Here are the seven that have held up most consistently.
1. The resume isn't usually the problem.
Most candidates arrive convinced their resume is broken. Sometimes it is, but more often, the resume is fine and the channel is wrong. Easy Apply submissions of even a strong resume produce poor results because of the aggregator dynamic. The same resume, submitted through direct ATS portals, produces meaningfully better outcomes. Diagnose the channel before rewriting the resume.
2. Volume kills senior searches.
Forty well-positioned applications produces more interviews than 200 generic ones at senior level. The math is counterintuitive but remarkably consistent. Hiring managers reading 30 resumes per role spend 6 seconds each, relevance signals matter more than volume.
3. Confidence rebuilds slowly during a long search.
Every senior professional I've worked with after 3+ months of unsuccessful self-search needs to rebuild confidence before they interview well. The first interview after the search feels different, it's recovery, not closing. Knowing this in advance helps both the candidate and the search plan.
4. The right pivot is usually narrower than candidates think.
When candidates want to pivot industries or functions, they often imagine a wholesale identity change. The successful pivots I've seen are almost always narrower, a translation of existing experience into the target industry's vocabulary, not a reinvention. Broadridge becomes "B2B SaaS-adjacent client services" rather than "I'll learn SaaS from scratch."
5. Returning clients are the strongest signal.
The clients who come back for a second engagement (often 2–4 years later) are the most reliable proof that the work compounds. They typically come back with a more senior role and want help running the next senior search. The pattern of repeat clients is more meaningful than any single review.
6. Capacity caps protect quality.
I cap at 5 active engagements at any time. This isn't a marketing posture, it's a structural requirement. Beyond 5 active clients, the daily-touch quality the practice depends on becomes impossible. Shortcuts creep in. Reviews drift. The cap is the discipline that keeps the work consistent.
7. The clients who land are the ones who stay engaged.
The single biggest predictor of search outcome isn't candidate quality. It's engagement quality during the search itself. Candidates who approve shortlists fast, who flag concerns honestly, who recalibrate when data says to, they land. Candidates who go silent for 10 days, then ask why nothing is happening, often produce the slow searches.
The meta-pattern
Across all 498 engagements, the meta-pattern is this: search outcomes are determined less by the candidate's resume strength or the recruiter's effort and more by the search system's clarity. Clear sourcing channel. Clear tailoring. Clear approval flow. Clear measurement. Clear recalibration triggers.
When those five components are in place, even mid-tier candidates land in 6–10 weeks. When they're missing, even strong candidates stall.
The work isn't about hidden tricks or insider connections. It's about running a system that most people don't have the time, structure, or experience to set up alone.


• **The task**
For the data below, count the lines that have the string "annual" and state that number by itself.

• **Dataset records on visual material**
Content starts
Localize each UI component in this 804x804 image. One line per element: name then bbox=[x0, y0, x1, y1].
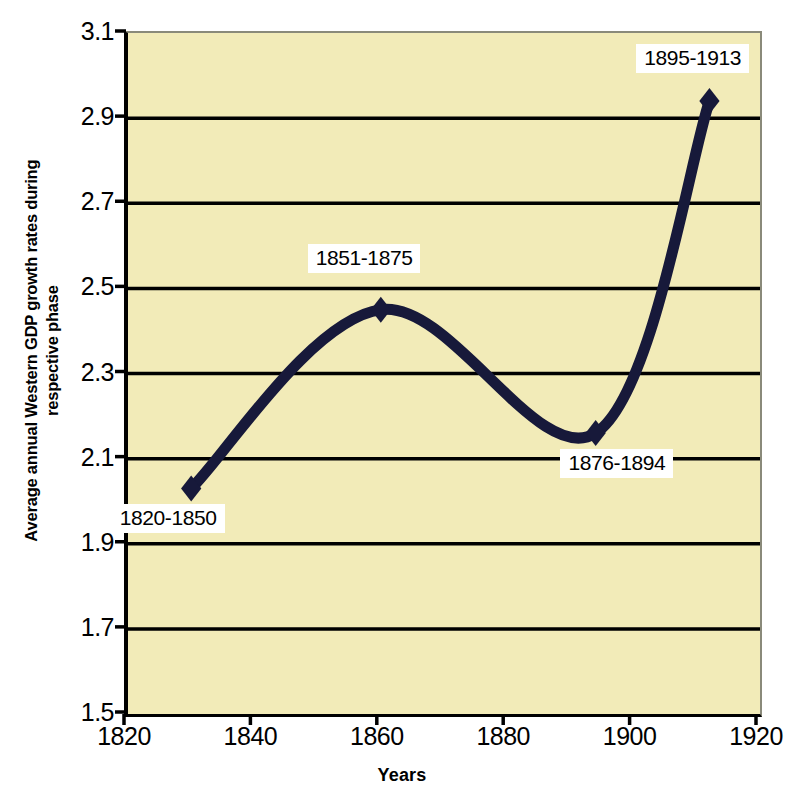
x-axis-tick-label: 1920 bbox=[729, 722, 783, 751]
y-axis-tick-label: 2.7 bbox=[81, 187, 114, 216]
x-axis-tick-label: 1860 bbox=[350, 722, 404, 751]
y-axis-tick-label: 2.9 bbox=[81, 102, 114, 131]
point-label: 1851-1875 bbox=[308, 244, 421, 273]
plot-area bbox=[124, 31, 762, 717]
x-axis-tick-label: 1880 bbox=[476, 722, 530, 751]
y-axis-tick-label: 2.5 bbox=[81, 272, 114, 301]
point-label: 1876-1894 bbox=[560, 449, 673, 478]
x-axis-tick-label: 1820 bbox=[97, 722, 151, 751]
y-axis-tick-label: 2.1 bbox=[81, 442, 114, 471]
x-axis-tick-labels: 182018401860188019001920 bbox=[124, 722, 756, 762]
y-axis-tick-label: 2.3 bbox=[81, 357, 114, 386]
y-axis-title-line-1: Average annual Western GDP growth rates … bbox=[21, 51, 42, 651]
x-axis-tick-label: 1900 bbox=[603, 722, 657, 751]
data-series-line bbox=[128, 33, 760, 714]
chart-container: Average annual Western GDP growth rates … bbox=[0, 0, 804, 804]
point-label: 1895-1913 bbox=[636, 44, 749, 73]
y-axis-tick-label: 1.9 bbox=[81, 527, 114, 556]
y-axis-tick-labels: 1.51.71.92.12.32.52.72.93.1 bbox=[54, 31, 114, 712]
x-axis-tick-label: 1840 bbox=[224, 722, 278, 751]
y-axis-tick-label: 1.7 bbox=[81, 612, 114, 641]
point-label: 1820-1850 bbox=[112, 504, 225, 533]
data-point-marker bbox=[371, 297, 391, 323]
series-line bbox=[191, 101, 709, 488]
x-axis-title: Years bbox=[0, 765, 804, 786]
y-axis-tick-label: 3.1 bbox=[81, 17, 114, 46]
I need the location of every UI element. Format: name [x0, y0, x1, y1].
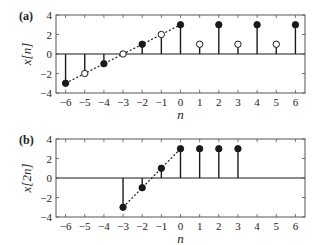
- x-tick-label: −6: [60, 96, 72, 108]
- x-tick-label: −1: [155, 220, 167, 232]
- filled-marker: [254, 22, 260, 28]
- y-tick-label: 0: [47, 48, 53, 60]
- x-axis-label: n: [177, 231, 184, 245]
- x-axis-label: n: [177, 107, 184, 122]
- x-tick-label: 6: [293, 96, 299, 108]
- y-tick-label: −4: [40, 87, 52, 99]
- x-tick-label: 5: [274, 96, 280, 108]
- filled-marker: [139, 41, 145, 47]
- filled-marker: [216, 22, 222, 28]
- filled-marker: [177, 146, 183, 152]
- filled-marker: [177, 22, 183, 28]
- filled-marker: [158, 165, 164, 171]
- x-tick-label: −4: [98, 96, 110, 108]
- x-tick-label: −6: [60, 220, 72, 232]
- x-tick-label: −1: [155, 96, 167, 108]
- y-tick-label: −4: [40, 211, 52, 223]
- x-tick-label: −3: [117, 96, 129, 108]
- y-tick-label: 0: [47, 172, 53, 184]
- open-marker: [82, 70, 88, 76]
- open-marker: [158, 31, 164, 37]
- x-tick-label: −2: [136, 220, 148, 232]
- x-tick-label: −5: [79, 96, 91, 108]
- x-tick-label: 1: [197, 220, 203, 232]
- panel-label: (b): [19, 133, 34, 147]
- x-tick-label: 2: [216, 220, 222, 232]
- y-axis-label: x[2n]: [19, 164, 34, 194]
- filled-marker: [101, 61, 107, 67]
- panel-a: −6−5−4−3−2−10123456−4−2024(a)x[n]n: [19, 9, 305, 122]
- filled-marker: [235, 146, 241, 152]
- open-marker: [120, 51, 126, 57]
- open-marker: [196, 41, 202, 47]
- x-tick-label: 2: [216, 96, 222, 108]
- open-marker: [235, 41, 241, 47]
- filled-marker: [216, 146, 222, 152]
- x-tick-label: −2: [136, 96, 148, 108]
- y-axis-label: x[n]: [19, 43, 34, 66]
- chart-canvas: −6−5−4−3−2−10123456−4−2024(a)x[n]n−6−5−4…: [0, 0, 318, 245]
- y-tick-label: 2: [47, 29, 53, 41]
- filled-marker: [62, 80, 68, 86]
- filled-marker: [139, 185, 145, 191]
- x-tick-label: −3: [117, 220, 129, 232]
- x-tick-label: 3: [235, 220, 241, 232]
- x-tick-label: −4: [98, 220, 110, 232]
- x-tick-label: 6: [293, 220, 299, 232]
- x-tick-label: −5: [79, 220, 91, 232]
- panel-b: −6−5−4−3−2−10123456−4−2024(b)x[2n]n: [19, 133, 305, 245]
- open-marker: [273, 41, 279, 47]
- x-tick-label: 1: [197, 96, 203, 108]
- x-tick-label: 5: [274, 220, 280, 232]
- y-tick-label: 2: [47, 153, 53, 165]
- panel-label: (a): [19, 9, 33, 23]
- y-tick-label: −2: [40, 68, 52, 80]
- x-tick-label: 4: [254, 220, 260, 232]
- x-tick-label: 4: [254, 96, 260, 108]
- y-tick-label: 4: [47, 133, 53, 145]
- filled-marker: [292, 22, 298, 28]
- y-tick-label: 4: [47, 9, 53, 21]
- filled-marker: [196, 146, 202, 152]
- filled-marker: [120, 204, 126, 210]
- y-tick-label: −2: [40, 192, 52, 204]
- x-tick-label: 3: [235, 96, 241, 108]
Content ends
• **Written response**
2